Senator Mundt had responded to his letters by saying that he believed there were too many practical barriers to arranging the plan in Congress but that it could be carried out in the electoral college.

They note that Mr. Williams believed the U.S. was a nation of "mongrels", with most of the "alien" elements concentrated in the urban North, and that his realignment would rest on unification of "white, English-speaking stocks" to elect a "conservative President", whom Mr. Williams envisioned to be either Senator Bricker, the vice-presidential nominee with Governor Dewey in 1944, or Senator Byrd.

If the plan sounds all too familiar, it is because it was tried in 1960 without success, in 1968, with success, settling for "the new" Richard Nixon, in 1980, in 2000, and again in 2016—never stopping to realize that an attempt to bring back "the good old days" of the antebellum South, their true desire, would neither be the least bit possible in modern times nor desirable for anyone.

Joseph Alsop, in Korea, completes the report which he had begun two days earlier on the offensive toward Chinju, taking place August 6-9. He describes in great detail the further action, which by August 9 saw the 5th Regimental Combat Team voluntarily stop short of its goal by half the distance, to the consternation of headquarters. The First Marine Brigade, however, had the way open to proceed down a track among the sea cliffs, as General Kean, the leader of the offensive, hurried to the front to take personal command of the continuing drive of the 5th RCT. Most of the day's gains, by both the 5th and 35th RCT's, were made against only light resistance, as the latter pushed down the upper road to meet the 5th.
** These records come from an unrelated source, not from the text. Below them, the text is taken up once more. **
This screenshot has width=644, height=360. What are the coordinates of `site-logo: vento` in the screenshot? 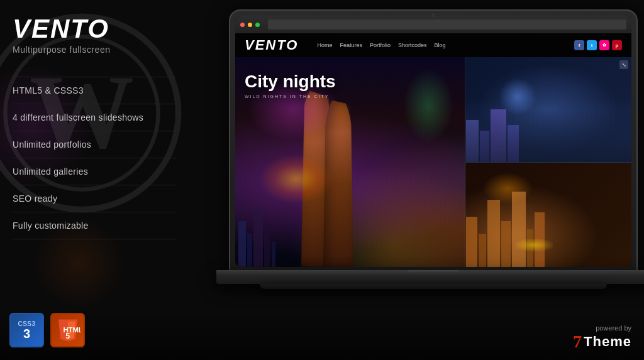 It's located at (272, 45).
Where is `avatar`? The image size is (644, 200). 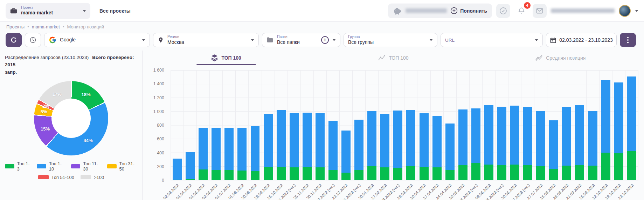 avatar is located at coordinates (625, 11).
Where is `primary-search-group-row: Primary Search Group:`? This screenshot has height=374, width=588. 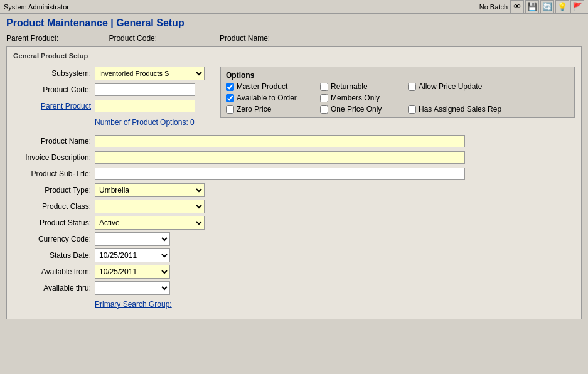
primary-search-group-row: Primary Search Group: is located at coordinates (294, 304).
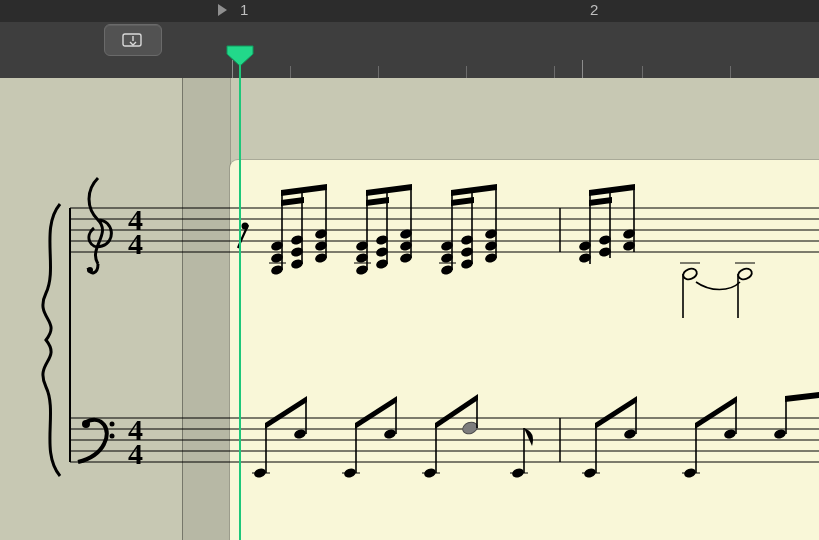  I want to click on catch-playhead-icon, so click(133, 40).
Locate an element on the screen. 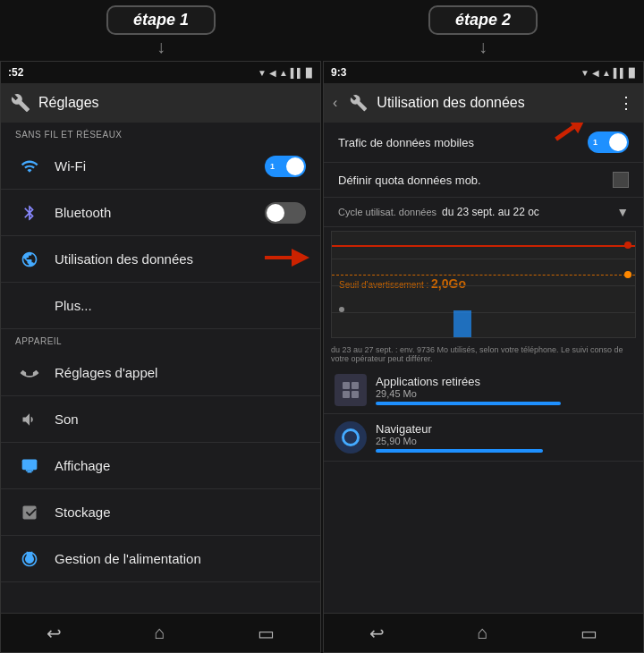  wifi-icon is located at coordinates (30, 166).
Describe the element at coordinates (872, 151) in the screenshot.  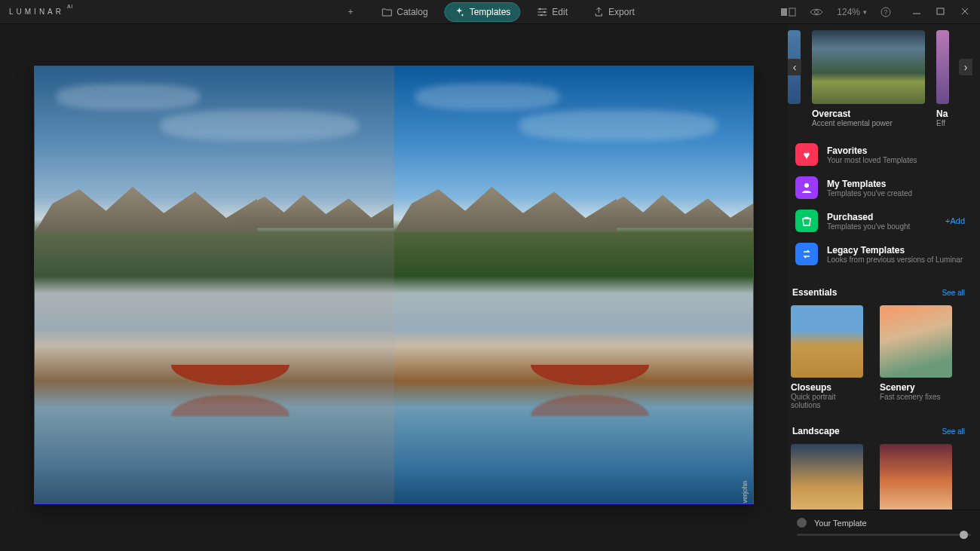
I see `cat-title: Favorites` at that location.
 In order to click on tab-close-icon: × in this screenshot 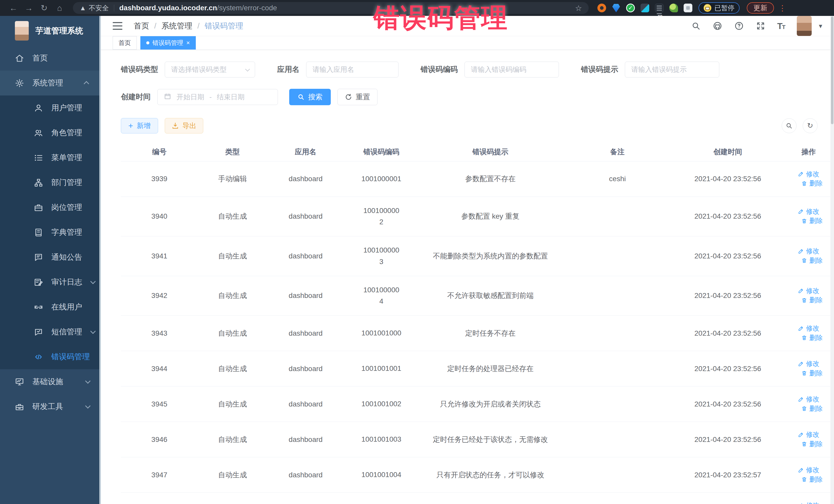, I will do `click(188, 43)`.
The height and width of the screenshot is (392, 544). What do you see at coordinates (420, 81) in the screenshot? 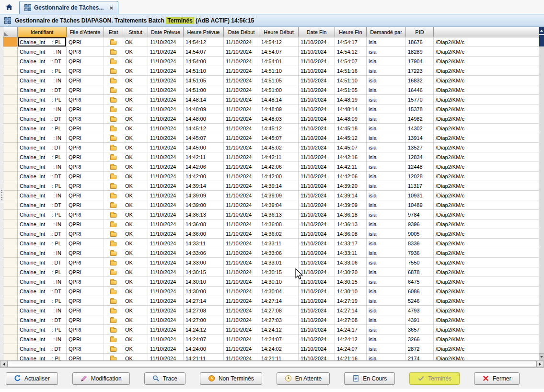
I see `cell-pid: 16832` at bounding box center [420, 81].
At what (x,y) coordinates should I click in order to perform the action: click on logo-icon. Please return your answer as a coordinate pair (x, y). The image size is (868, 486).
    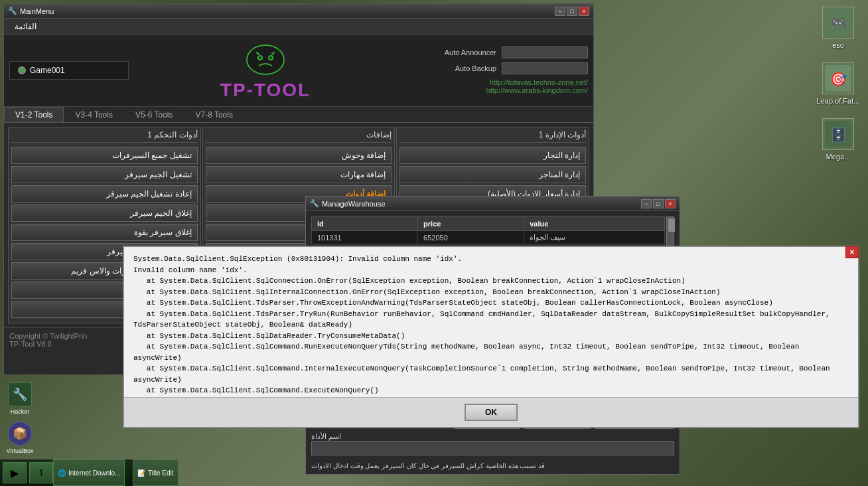
    Looking at the image, I should click on (265, 60).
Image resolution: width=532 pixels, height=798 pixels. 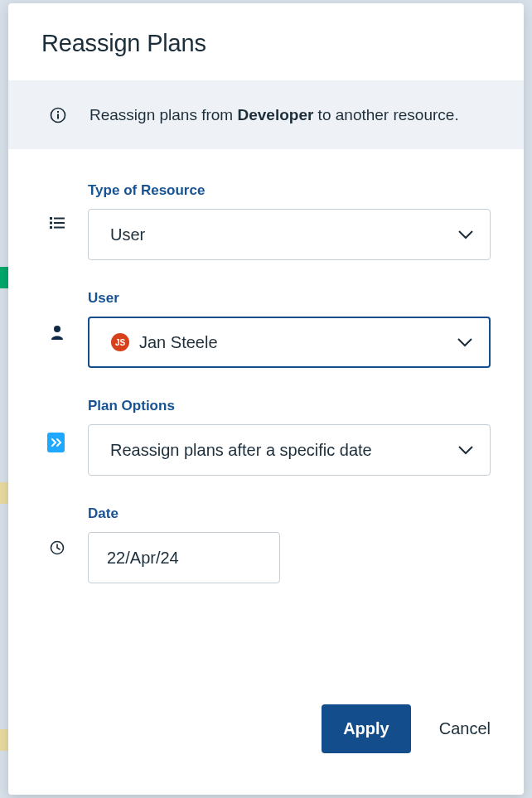 What do you see at coordinates (289, 191) in the screenshot?
I see `resource-type-label: Type of Resource` at bounding box center [289, 191].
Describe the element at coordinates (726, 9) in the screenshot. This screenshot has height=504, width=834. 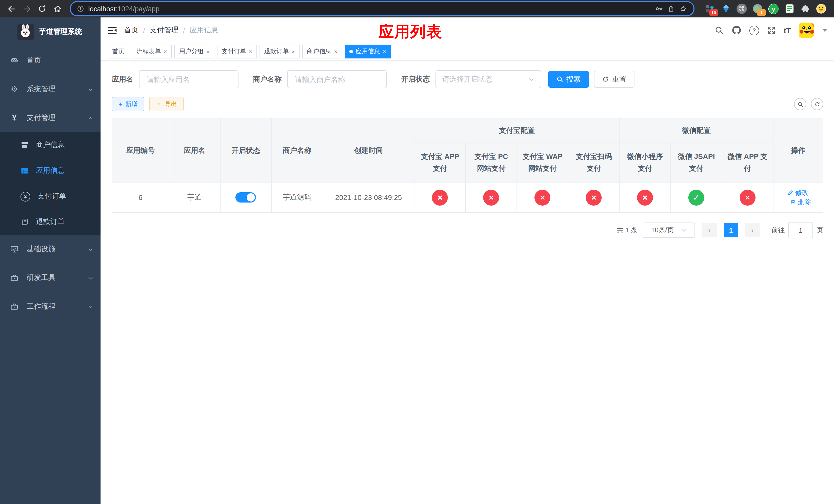
I see `kite-extension-icon` at that location.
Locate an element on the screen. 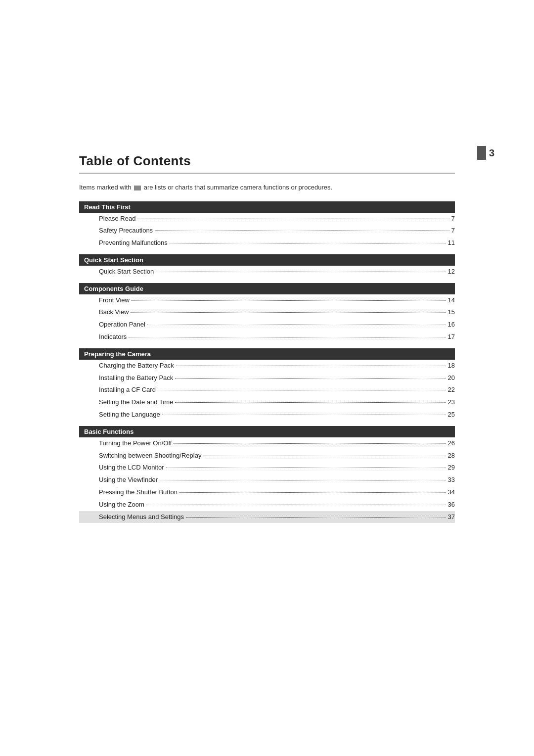 Image resolution: width=534 pixels, height=756 pixels. entry-page: 12 is located at coordinates (451, 272).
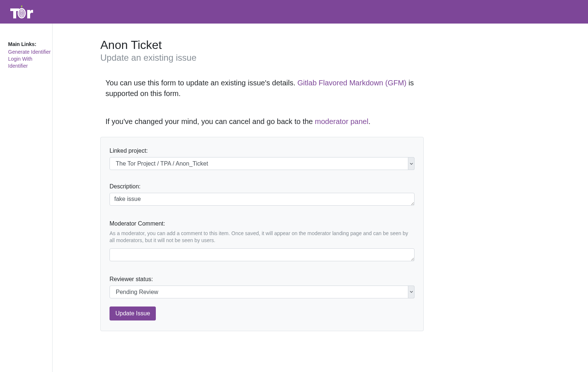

By afternoon, the Marines, led by three heavy tanks, had begun their move. "As the first tank rounded a shoulder of the curving sea cliff and was silhouetted against the blue bay beyond, the late, deep-golden sun struck all the long, quickly marching files of men wending along the mountain track for a full mile behind."

Marquis Childs discusses the bad effect on Western Europe psychologically of the Senate passage of approval of the 100 million dollar loan to Spain's Francisco Franco in exchange for an American base behind the Pyrenees. Such a proposed exchange with a Fascist dictator, despised throughout Europe, had harmed morale, a key component to Western solidarity against the Communists, and provided the Communists with a source of propaganda.

To many in Western Europe, it suggested that the Americans would allow the Communists to occupy Western Europe before taking action from the Pyrenees base, much as the Nazis had occupied all of Europe before the Normandy invasion.

Certainly the loan, if approved by the House and the President, would strengthen Franco. And if it reduced Western Europe to neutrality status vis-à-vis the U.S. and Russia, it would not be a very efficient use of the military aid which the U.S. planned to provide the Western European nations.